Session 7

Key Metrics & Cash Flow

Revenue is vanity. Profit is sanity. Cash flow keeps you alive. Measure what matters and nothing else.

Founder Files

I’ve watched companies do $10M in revenue go out of business in the same year. They had customers. They had product. They had a team. They ran out of cash. That’s the only metric that actually kills you.

I check cash flow every single day. Not weekly. Not when my accountant sends a report. Daily. If you don’t, growth will surprise you in the worst possible way — usually right after you’ve taken on more inventory or more payroll than your bank account can carry.

What Gets Measured Gets Managed

And what gets managed grows. The reverse is just as true — what you don’t measure quietly rots. Your job in this session is to pick the 3–7 numbers that, if they all went up, would mean the business is genuinely winning. Then make those numbers visible every week.

Vanity Metrics vs. Real Metrics

Vanity metrics make you feel good. Real metrics tell you the truth.

Vanity metrics aren’t useless — they can be early signals. They become dangerous when they become the scoreboard.

Metrics Worth Tracking

Every business is different. Here’s the menu — pick the ones that actually connect to creating and retaining customers in your business:

Acquisition
Retention & Lifetime Value
Revenue Health
The Only Three That Actually Kill You
  1. Cash on hand (and weeks of runway)
  2. Gross margin
  3. LTV : CAC ratio

If those three are healthy, you survive almost anything. If they’re not, you die — even with revenue going up and to the right.

Borrowed Brilliance

Alex Hormozi · Acquisition.com

The Funnel Metrics That Matter

Deiss reduces marketing measurement to three numbers that every founder needs to know by heart:

The key ratio is LTV ÷ CAC. Anything under 3:1 and your growth engine is expensive and fragile. Anything above 5:1 and you should probably be spending more on acquisition. Most founders are guessing. The ones at 8-figures know these numbers cold.

"Revenue is vanity, profit is sanity, but cash flow is what keeps you alive. Watch it daily. Growth eats cash, and the companies that die on the way to 8 figures usually choke on cash, not customers."

Cash Flow Is King

Growth eats cash. Every. Single. Time. You sell more, you need more inventory. You hire more, payroll balloons. You expand, you sign a bigger lease. Six months later you’re profitable on paper and broke in the bank account.

The discipline: watch cash daily, not monthly. Know your bank balance. Know your weeks of runway. Know your largest receivable. Know your largest payable due. You don’t need fancy software — a Google Sheet updated each morning works.

Make a Budget. Yes, Really.

Budgets aren’t just for Fortune 500 companies. They’re how you decide where the next dollar goes before you have to. Forecast where you think revenue will be. Forecast where expenses will be. Then break it down by department.
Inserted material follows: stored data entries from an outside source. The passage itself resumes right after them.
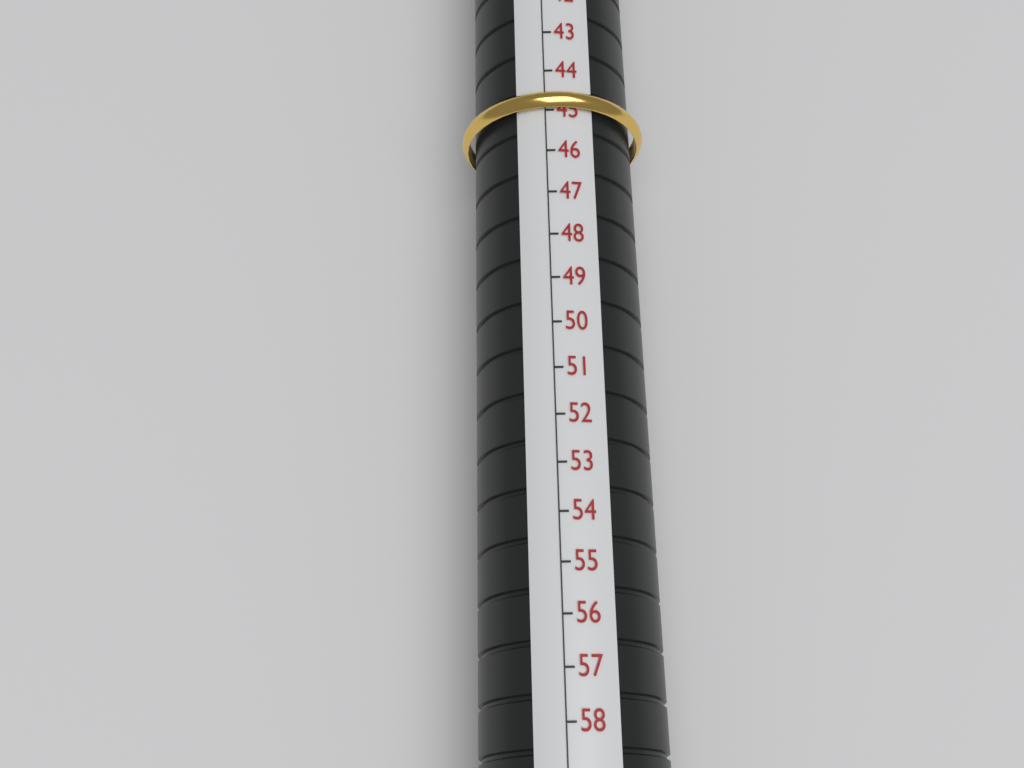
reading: 45 (no unit)
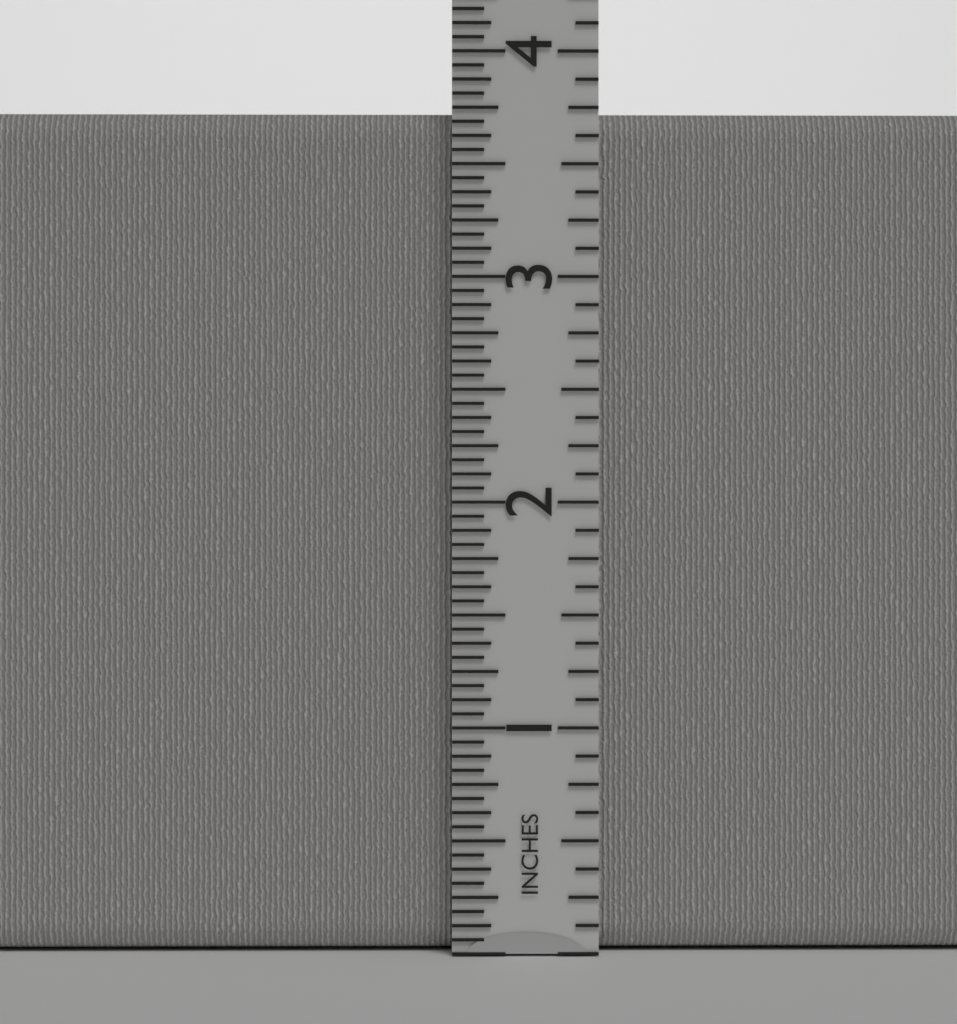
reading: 3.7500 in
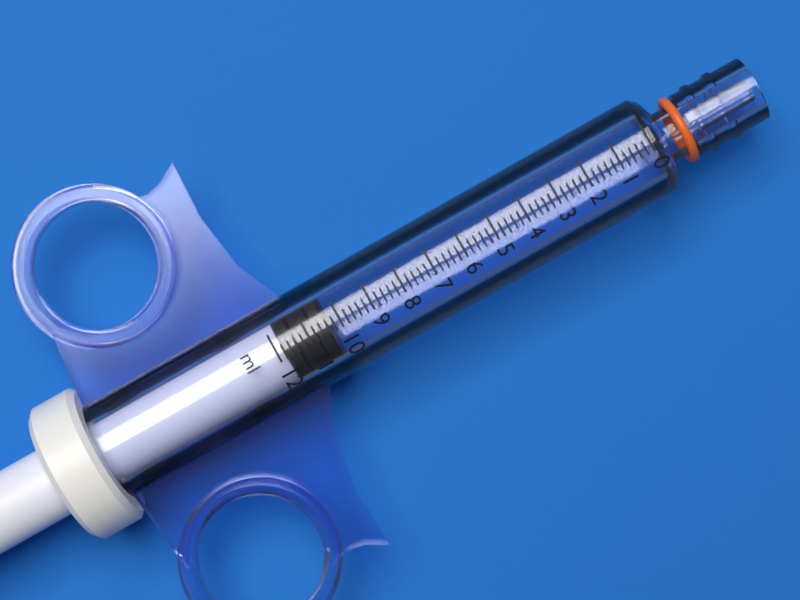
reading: 10.4 ml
This is huge: budgeting by department lets you make categorical decisions. “This segment lost $80K this quarter — is it worth keeping?” You can only ask that question if your numbers are organized that way. Most founders run the business as one big lump and can’t see which parts are funding which other parts.

Think in $10K Hours

Apply the same scoreboard mindset to your own calendar. Ask daily: “Am I working on $10 tasks or $10,000 tasks?”

If you spend 30 hours a week on $10 tasks and 10 hours on $10,000 tasks, your output is roughly $100K + $300 = $100,300. Flip the ratio — 30 hours on $10K work, 10 on $10 work — and your output is $300K + $100 = $300,100. Same person. Same week. Same effort. Triple the result. The metric of your life is which tasks you choose.

Build the Weekly Scoreboard

Whatever metrics you pick, put them in one place. A single Google Sheet, Notion table, or dashboard. Update it every Monday morning. Review it in your weekly cadence meeting (Session 9).

The act of looking at the same numbers in the same place every week is how you start to develop a feel for the business. Without that, you’re just reacting to whatever feels urgent.

The $10K Question

If a banker walked into your office this afternoon and asked for your three most important numbers, could you say them from memory — and would they impress her?

Action Steps for Session 7:

  1. Pick your 3–7 key metrics. Make sure they include cash on hand, gross margin, and LTV:CAC.
  2. Find or estimate the current value of each. Where you don’t have it, set up the tracking this week.
  3. Build a single dashboard (Sheet/Notion/Excel) with these numbers updated weekly.
  4. Build your first by-department budget for next quarter. Even rough is better than none.
  5. Add your key metrics and current values to your CEO Snapshot.